Opening at The Berkshire International Film Festival

The 17th Annual Berkshire International Film Festival, held over four days in Great Barrington and Lenox, Mass., beginning June 1, will showcase two notable documentaries about pioneering female voices whose resonant and sincere work has marked them as masters of American storytelling — the folk-singing duo The Indigo Girls and author Joyce Carol Oates.

Coming off its premiere at this year’s Sundance Film Festival, “It’s Only Life After All” directed by Alexandria Bombach recognizes the groundbreaking career of Amy Ray and Emily Saliers, the platinum-selling lesbian icons of confessional rock. With lyrics peppered with references to Galileo Galilei, Grigori Rasputin, and “The Iliad,” the musical poetry of Ray and Saliers has always been literary — their 1992 album “Rites of Passage” even features a song about reading the diaries of Virginia Woolf.
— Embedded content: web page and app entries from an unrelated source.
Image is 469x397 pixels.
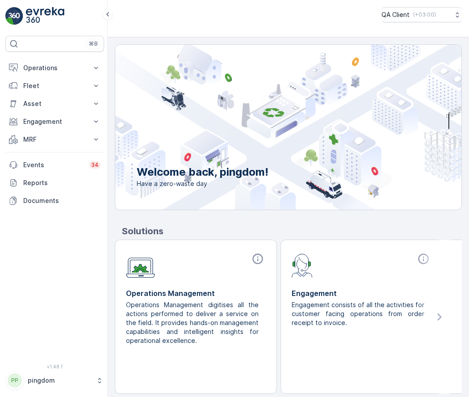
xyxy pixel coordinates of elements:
[5,130,104,148] button: MRF
[122,224,462,238] p: Solutions
[126,252,155,278] img: module-icon
[5,364,104,369] span: v 1.48.1
[5,77,104,95] button: Fleet
[292,288,432,299] p: Engagement
[5,371,104,390] button: PPpingdom
[5,7,23,25] img: logo
[5,174,104,192] a: Reports
[5,156,104,174] a: Events34
[5,113,104,130] button: Engagement
[8,373,22,387] div: PP
[292,252,313,278] img: module-icon
[5,192,104,210] a: Documents
[89,40,98,47] p: ⌘B
[137,179,269,188] span: Have a zero-waste day
[382,10,410,19] p: QA Client
[23,99,86,108] p: Asset
[23,135,86,144] p: MRF
[23,117,86,126] p: Engagement
[126,300,259,345] p: Operations Management digitises all the actions performed to deliver a service on the field. It p...
[5,59,104,77] button: Operations
[91,161,99,168] p: 34
[292,300,425,327] p: Engagement consists of all the activities for customer facing operations from order receipt to in...
[26,7,64,25] img: logo_light-DOdMpM7g.png
[28,376,92,385] p: pingdom
[382,7,462,22] button: QA Client(+03:00)
[23,63,86,72] p: Operations
[23,196,101,205] p: Documents
[5,95,104,113] button: Asset
[137,165,269,179] p: Welcome back, pingdom!
[23,81,86,90] p: Fleet
[75,45,462,210] img: city illustration
[413,11,436,18] p: ( +03:00 )
[126,288,266,299] p: Operations Management
[23,178,101,187] p: Reports
[23,160,84,169] p: Events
Combining sing-along acoustic melodies with intricate turns of phrases to explore unrequited love, existential pondering, and optimism in the face of loneliness, the out-and-proud pair created anthems in the ‘80s and ‘90s for gay women whose intricate feelings of longing were rarely heard on the Billboard chart.

If the harmonizing vocals of Ray and Saliers often created a seemingly single voice, Joyce Carol Oates is their opposite: a solitary intellect who shapeshifts into any and all man, woman, and beast; a chameleon writer. In Swedish director Stig Björkman’s “Joyce Carol Oates: A Body in the Service of Mind” the 84-year-old author of over 50 novels shows no signs of slowing down. The identities of her first-person narrators are as varied as their voices are frighteningly realistic and fully realized, from Marilyn Monroe in “Blonde” to a Jeffrey Dahmer stand-in in “Zombie,” to a fictionalized version of Mary Jo Kopechne, the girl who drowned in a car driven by the U.S. senator Ted Kennedy. With an eye for the true horror that lives within the cracks of American society, Oates has courted controversy as she channels the inner worlds of those who live on the fringes, who indulge in acts we wouldn’t dare, and who keep secrets in the dark.

For tickets and a full schedule of films and events go to www.biffma.org

It's Only Life After ALL Still Courtesy of Sundance Institute / photo by Jeremy Cowart

It's Only Life After ALL Still Courtesy of Sundance Institute / photo by Jeremy Cowart

It's Only Life After ALL Still Courtesy of Sundance Institute / photo by Jeremy Cowart

Latest News

Housatonic falls to Nonnenwaug 52-42 in varsity season opener

HVRHS’s Victoria Brooks navigates traffic on her way to the hoop. She scored a game-high 17 points against Nonnewaug Tuesday, Dec. 16.

Riley Klein

FALLS VILLAGE — Berkshire League basketball returned to Housatonic Valley Regional High School Tuesday, Dec. 16.

Nonnewaug High School’s girls varsity team beat Housatonic 52-42 in the first game of the regular season.

Keep ReadingShow less
Moving company eyes Cornwall location

CORNWALL — At the Dec. 9 meeting of the Planning and Zoning Commission, the commission had a pre-application discussion with Karl Saliter, owner of Karl on Wheels, who plans to operate his moving business at 26 Kent Road South, which is an existing retail space.

Saliter said he will use the existing retail section of the building as a mixed retail space and office, and the rear of the building for temporary storage during moving operations.

Keep ReadingShow less
Falls Village selectmen discuss Sand Road

FALLS VILLAGE — The Board of Selectmen at its Dec. 17 meeting heard concerns about the condition of Sand Road.

First Selectman David Barger reported a resident came before the board to talk about the road that is often used as feeder between Salisbury and Canaan.